If you want some back story you need to whiz back through Neals blog to the 17th of January 2010… that was a lot of clicking and scrolling Mr Asher. Have you ever thought about adding a search my blog button FFS?
In the ten years since I wrote a `Who Reads my Books?’ piece’ for Neal’s blog many things have transpired. Here’s an interesting one cribbed from that very piece: Neal’s own references to strong diseases and weak humans in Cowl will, if we are unlucky, prove to be one of those Scfi “cos that’s wot’l appen” moments some time down the line.
Well blown me down with a feather, ten years later Covid-19.
Everyone who reads Neals books needs to read Cowl, it will bend your head, but some of the visualisation is fabulous and it’s a golly good romp through time. I think it’s one of my favourites because it’s written about our shared home turf of Essex. Though I am originally from East London, the Essex countryside has been my easiest route to nature since I was a child, staying for weeks at a time at my nan’s place in Kirby Cross near Frinton-on-Sea during the school holidays. Later, once I had the independence of two wheels with an engine, I explored the area (unknowingly) that Cowl starts in; the Saltmarshes and flats of what Essexites call the `The Thames Delta’… it isn’t a delta, but it’s not far off.
I did read Moby Dick, it was a monster of a book, never mind the whale. It’s very much an academic read, and useful glimpse into social history (a bit like Dickens and the Iliad). Is the Silmarillion still my favourite book? Probably. I’ve read a lot more Tolkien since then, mostly the later stuff edited and published by Christopher Tolkien, and as much to get an understanding of his father’s mind (if such a thing is possible) as for the stories themselves. I could quite happily write a piece on Tolkien. But I can summarise my thoughts with: my gut says he got lost in world building, lost in his experience of the first world war, and trying somehow, through endless iterations of noble soldiers trooping into battle in gleaming armour, pennants held high, trying to find nobility in war and death, contrary to the reality of his experience of trench warfare. Apparently, I’m not the first person to think this. When asked, he denied it.
Where am I in science fiction now? Waiting for Neal’s next. Halfway through a re-read of the Culture novels, which I only discovered in August 2011 while recuperating from a Lumbar fusion. I’m awaiting the last instalment of the Expanse. I’ve also discovered Adrian Tchaikovsky, read the Reynolds Revenger series and a few others.
I should mention Kevin Andersons the Seven suns Saga… or whatever it’s called. Utter bilge, I skimmed the second book in the series to find out what happened to one character who disappeared into a wormhole, but he didn’t come out at any point in the second book. After this I took both books and binned them so no one else would be subjected to them.
In-between doses of science fiction, I’ve been reading commentaries of the past the present and the future. Matt Ridley’ How Innovation Works, Empire of the Summer Moon: Quanah Parker and the Rise and Fall of the Comanches, the Most Powerful Indian Tribe in American History. If you ever wondered why North America is English speaking in the main, and why South America is Spanish speaking? The answer is the Comanche.
It has been an interesting decade, I’ve moved house three times, lived full-time in a camper van with my other half for the best part of eight months as we travelled around Spain, Portugal, France, Italy Germany, Holland, Luxembourg and a big old chunk of the UK, finally settling in what has become my spiritual home, Burnham-on-Sea in Somerset, a place I find difficult to put into words. Though I am trying to on my own new blog. What’s next? Trying to do that thing that Neal does so well. Write… just sit down and make it up as you go along. My problem is that my brain doesn’t work like that, so I’ll have to find my own approach to the writings that litter my Onedrive.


> Exercise description
Find the word "name" in the listing. Copy out each line where it occurs.

START Data shown

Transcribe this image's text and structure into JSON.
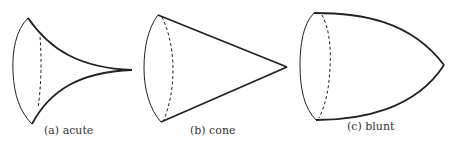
{
  "figures": [
    {
      "id": "a",
      "caption": "(a) acute",
      "shape": "acute"
    },
    {
      "id": "b",
      "caption": "(b) cone",
      "shape": "cone"
    },
    {
      "id": "c",
      "caption": "(c) blunt",
      "shape": "blunt"
    }
  ],
  "colors": {
    "stroke": "#222222",
    "background": "#ffffff"
  }
}
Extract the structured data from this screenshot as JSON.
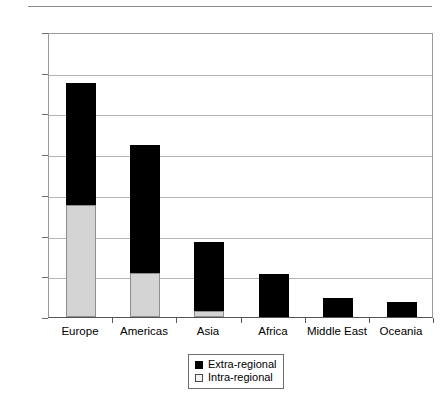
{
  "chart_data": {
    "type": "bar",
    "stacked": true,
    "title": "",
    "xlabel": "",
    "ylabel": "",
    "ylim": [
      0,
      3500
    ],
    "ytick_step": 500,
    "grid": true,
    "legend_position": "bottom-center",
    "categories": [
      "Europe",
      "Americas",
      "Asia",
      "Africa",
      "Middle East",
      "Oceania"
    ],
    "ytick_labels": [
      "3,500",
      "3,000",
      "2,500",
      "2,000",
      "1,500",
      "1,000",
      "500",
      "0"
    ],
    "ytick_values": [
      3500,
      3000,
      2500,
      2000,
      1500,
      1000,
      500,
      0
    ],
    "series": [
      {
        "name": "Intra-regional",
        "color": "#d4d4d4",
        "values": [
          1380,
          540,
          70,
          0,
          0,
          0
        ]
      },
      {
        "name": "Extra-regional",
        "color": "#000000",
        "values": [
          1500,
          1570,
          850,
          530,
          235,
          185
        ]
      }
    ],
    "totals": [
      2880,
      2110,
      920,
      530,
      235,
      185
    ]
  },
  "legend": {
    "items": [
      {
        "label": "Extra-regional",
        "swatch": "black-square-icon"
      },
      {
        "label": "Intra-regional",
        "swatch": "white-square-icon"
      }
    ]
  },
  "header": {
    "title_fragment": ""
  }
}
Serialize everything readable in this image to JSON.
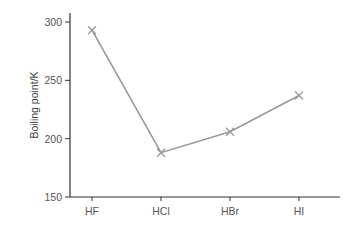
{
  "chart_data": {
    "type": "line",
    "title": "",
    "xlabel": "",
    "ylabel": "Boiling point/K",
    "categories": [
      "HF",
      "HCl",
      "HBr",
      "HI"
    ],
    "series": [
      {
        "name": "Boiling point",
        "values": [
          293,
          188,
          206,
          237
        ],
        "marker": "x",
        "color": "#999999"
      }
    ],
    "yticks": [
      150,
      200,
      250,
      300
    ],
    "ylim": [
      150,
      310
    ],
    "grid": false,
    "legend": "none"
  },
  "colors": {
    "axis": "#333333",
    "line": "#999999",
    "text": "#555555"
  }
}
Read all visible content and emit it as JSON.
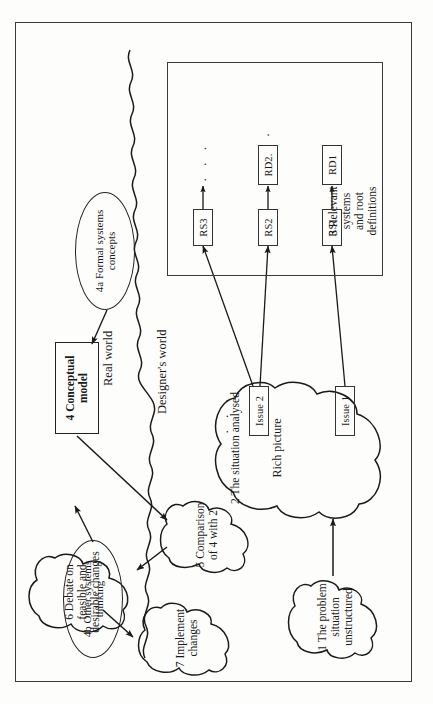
{
  "figure": {
    "orientation": "rotated-90-ccw",
    "frame_color": "#3a3a3a",
    "ink_color": "#1a1a1a",
    "paper_color": "#fdfdfc"
  },
  "divider": {
    "label_above": "Real world",
    "label_below": "Designer's world",
    "style": "wavy-line"
  },
  "stages": {
    "s1": {
      "label": "1 The problem\nsituation\nunstructured",
      "shape": "cloud"
    },
    "s2": {
      "label": "2 The situation analysed",
      "sublabel": "Rich picture",
      "shape": "cloud"
    },
    "s3": {
      "label": "3 Relevant\nsystems\nand root\ndefinitions",
      "shape": "box"
    },
    "s4": {
      "label": "4 Conceptual\nmodel",
      "shape": "rectangle"
    },
    "s4a": {
      "label": "4a Formal systems\nconcepts",
      "shape": "ellipse"
    },
    "s4b": {
      "label": "4b Other systems\nthinking",
      "shape": "ellipse"
    },
    "s5": {
      "label": "5 Comparison\nof 4 with 2",
      "shape": "cloud"
    },
    "s6": {
      "label": "6 Debate on\nfeasible and\ndesirable changes",
      "shape": "cloud"
    },
    "s7": {
      "label": "7 Implement\nchanges",
      "shape": "cloud"
    }
  },
  "issues": [
    {
      "id": "issue1",
      "label": "Issue 1"
    },
    {
      "id": "issue2",
      "label": "Issue 2"
    }
  ],
  "issue_ellipsis": "· · ·",
  "relevant_systems": [
    {
      "rs": "RS1",
      "rd": "RD1"
    },
    {
      "rs": "RS2",
      "rd": "RD2."
    },
    {
      "rs": "RS3",
      "rd": "· · ·"
    }
  ],
  "rd_ellipsis": "·",
  "arrows": [
    {
      "from": "1 The problem situation unstructured",
      "to": "2 The situation analysed"
    },
    {
      "from": "Issue 1",
      "to": "RS1"
    },
    {
      "from": "Issue 2",
      "to": "RS2"
    },
    {
      "from": "Issue 2",
      "to": "RS3"
    },
    {
      "from": "RS1",
      "to": "RD1"
    },
    {
      "from": "RS2",
      "to": "RD2."
    },
    {
      "from": "RS3",
      "to": "· · ·"
    },
    {
      "from": "4a Formal systems concepts",
      "to": "4 Conceptual model"
    },
    {
      "from": "4b Other systems thinking",
      "to": "4 Conceptual model"
    },
    {
      "from": "4 Conceptual model",
      "to": "5 Comparison of 4 with 2"
    },
    {
      "from": "5 Comparison of 4 with 2",
      "to": "6 Debate on feasible and desirable changes"
    },
    {
      "from": "6 Debate on feasible and desirable changes",
      "to": "7 Implement changes"
    }
  ]
}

END Data shown

> Exercise result
        "name": "Intra-regional",
        "name": "Extra-regional",
        "name": "Boiling point",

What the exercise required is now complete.